Names and Faces
by Michael Joshua Rowin

Yasukuni
dir. Li Ying, Japan/China, The Film Library

Among the former Axis powers Japan continues to have the greatest difficulty confronting its World War II legacy. Whereas Germany and Italy have largely looked back on their fascist eras with self-criticism and remorse, Japan and its leaders still refuse to acknowledge the imperialistic misadventures and war crimes committed under Prime Minister Tojo, especially those concerning the invasion of China and the infamous Rape of Nanking. Even Japanese school textbooks redact mentions of these atrocities—in the Land of the Rising Sun silence and revisionism are official policy.

In his new film Yasukuni Chinese director Li Ying locates the physical and spiritual embodiment of Japan’s relationship to its own history at the Yasukuni War Shrine in Tokyo, where the souls of the 2.46 million soldiers who died fighting for their country are said to dwell. The Shinto monument has garnered controversy since the end of World War II for enshrining convicted war criminals and listing Taiwanese and Korean men conscripted into service against their will as among the honored dead; furthermore its auxiliary museum frames Japan’s role in WWII as defensively justified, serving as a reminder of the country’s resilient militarism and jingoism. National pride dies hard: last spring current prime minister Taro Aso came under fire from Japan’s left and the international community for praying at the shrine.

Yasukuni, which focuses on similar tensions surrounding former Prime Minister Junichiro Koizumi’s visit a few years ago, has already met with intense resistance in Japan from a right-wing contingent that initially prevented it from screening at theaters after sending a torrent of death threats. By courting danger and sparking dialogue Yasukuni might be labeled de facto essential viewing—the kind of film to be commended for its taboo-busting courage—even though the content itself is a mixed bag. This is because Yasakuni lives and dies by Ying’s penchant for vérité-style in-the-moment drama, which yields material both scintillating and dull.

Using only a few intertitles and interviews to put the Shrine’s notoriety into context, Ying constructs the majority of his film from long takes recorded on a video camera, the highlights coming from skirmishes that take place at Yasukuni: an American man brandishing a pro-Koizumi sign receiving encouragement for championing traditional values as well as flack for disrespectfully waving Old Glory as part of his show of support; a party led by the secretary general of the Jodo Shinshu Families Association demanding Shinto priests erase particular names from the Shrine; and the beating of a protester by hard right zealots as heads of state sing the national anthem at a WWII commemoration.
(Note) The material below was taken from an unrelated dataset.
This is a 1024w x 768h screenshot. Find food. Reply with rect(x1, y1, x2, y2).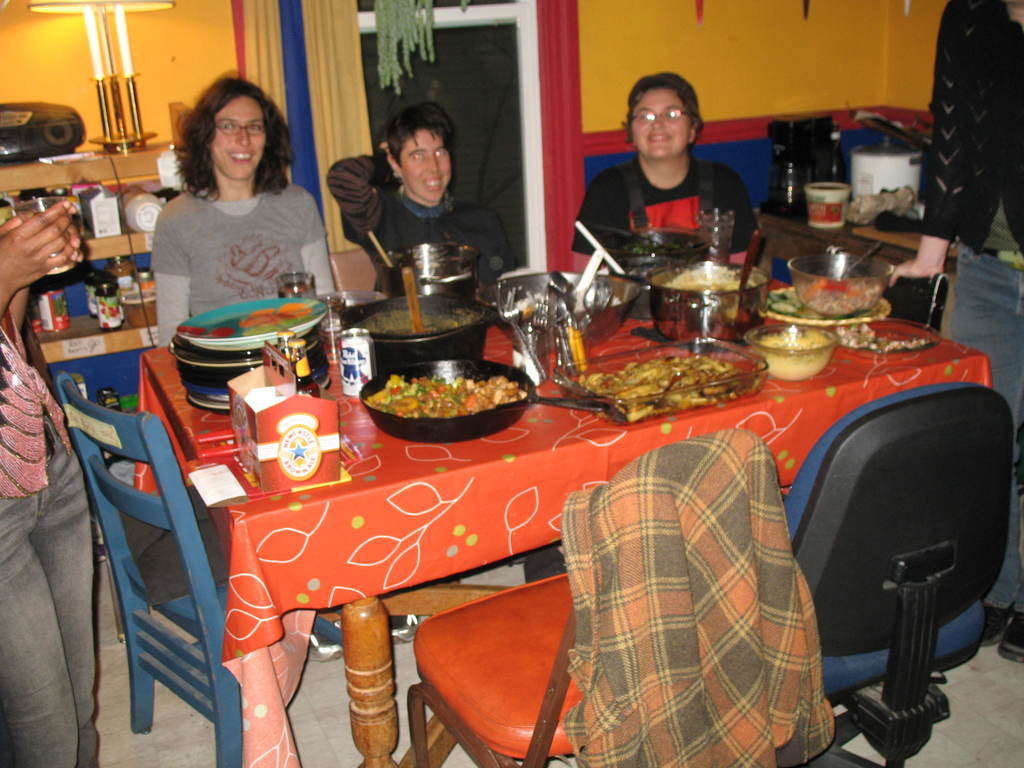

Such raw scenes perfectly attest to the emotions inspired by Yasukuni and all it represents—patriotic sacrifice, imperial conquest, stubborn disavowal—but much of Ying’s film could have been left on the cutting room floor. While footage of 90-year-old Naoji Kariya, the last living swordsmith to have forged blades on the Yasukuni grounds, making a beautiful engraved weapon is fascinating, his interview segment flounders when most of Ying’s questions about wartime memories are met with terse evasions. Naoji’s reticence to talk of the past speaks volumes, of course, but Ying lingers far too long on the tight-lipped older man, letting minutes go by with little to show for it. Perhaps Naoji was kept in the two-hour film out of respect for his work and its metaphorical importance—a ceremonial object in the Shinto religion, a single sword worshipped at Yasukuni possesses the spirits of all the warriors who died for Japan; swords were also given to WWII soldiers who then used them for beheadings. Yet that doesn’t excuse the long-windedness of Yasukuni as a whole, and the film’s indulgences are summed up by a climactic, nearly ten-minute montage of WWII newsreel footage that quickly becomes a tired exercise in mournful lyricism.

Ying’s intermittent poor choices are regretful because Yasukuni could have taken the time to instead delve into a host of questions it never raises. For instance, why is the denial of the truth a mainstream value in Japan? Does it stem from Japanese culture or its national character? Is it overcompensation for the defanging of the Japanese military beginning under U.S. occupation? Or does it come from something else? Yasukuni’s aesthetic immediacy stands out amidst the many contemporary static talking-head documentaries, but a little more analysis might have buttressed its frontline reportage and made it as politically incisive as it is emotionally charged.